Around 1910 John Hughes came with his father, brothers and sister from the Shropshire hills to South Wales, to the eastern valley in search of a new life. It had been a difficult time; his mother had died at the age of 37, devastated by the loss, father moved the remaining family, walking over 100 miles to Pontypool to make a fresh start. Through family contacts they found a place to stay, unfortunately there wasn’t enough room for the boy in his father’s house, consequently John age 12yrs was farmed-out to a distant cousin, a person he'd never met, to work the land. Displaced, living in a household through obligation not choice, a family who were poor with little food to feed an additional mouth, John felt unwanted and so took to the hills to trap rabbits to allay hunger. Not wanting to return home he'd wander alone on the mountain, in winter ‘pissing’ on his hands to stay warm and outside. Pontypool in those days was an ugly, vibrant, dangerous place, a heavy industrial landscape where coal mines and steelworks dominated the valley and its people. John was between 13 and 14 when he started his first real job in the mines, taking care of the pit ponies. At the age of 15, John went to work at Tirpentwys Colliery where he spent the majority of his working life digging for coal with a pick and shovel, deep underground in an anthracite coal seam, barely a foot deep. After the shift ended, the lift would bring the miners to the surface - then they would see daylight. There were no pit head baths so John went home black from the coal dust to wash in old tin bath. Mining remained his life until he retired through ill health – coal dust choked his lungs and ultimately black lung disease took his life.

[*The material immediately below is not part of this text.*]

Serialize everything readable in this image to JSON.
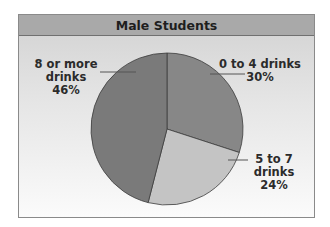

Throughout childhood I spent a great deal of time listening to my grandfather’s stories. He remains a larger than life character, a hero to the present, and his thoughts and ideals echo through me to this day. I particularly recall running my fingers over his near bald head and feeling a prominent ridge that ran front to back and east to west on his skull. During an explosion in the mine the coal had fallen in and cracked his head like a walnut – they took him home from the mine and laid him out on the kitchen table to die!

The keeping of racing pigeons was a popular hobby among coal miners. John had a loft in the back garden and from here he would rear young birds to race. Pigeon racing is a sport in which specially bred and trained pigeons are released from specific locations. They then race back to their home lofts. As a member of the local pigeon fanciers club John would spend many non-working hours talking birds with other pigeon fancying friends. Quarry Queen remained his special bird – to him she was the stuff of legend – so much so – a commemorative picture was commissioned as a prize by the artist T.H Edwards. I have since discovered via a BBC documentary that racing pigeon painters is an art form in itself

John Hughes never ventured far; Cardiff remained an exotic distant location. Holidays were a trip on a steamboat on the lake in Roath-Park. Gloucester, through the Forest of Dean appeared like a journey into Outer Space. Never in his lifetime did he go abroad – everywhere outside of the valley appeared foreign.

What John lacked in miles above ground, he made up for in his imagination. Quarry Queen would be his eyes on the world, fly the depth and breadth of the land, what she saw, he said, she relayed back to her master. This mythical bird gave to my grandfather an enormous amount of pleasure. I suppose to him Quarry Queen represented a life elsewhere, a world away from the grim reality of life underground. Quarry Queen represented freedom – perhaps a yearning for what might have been.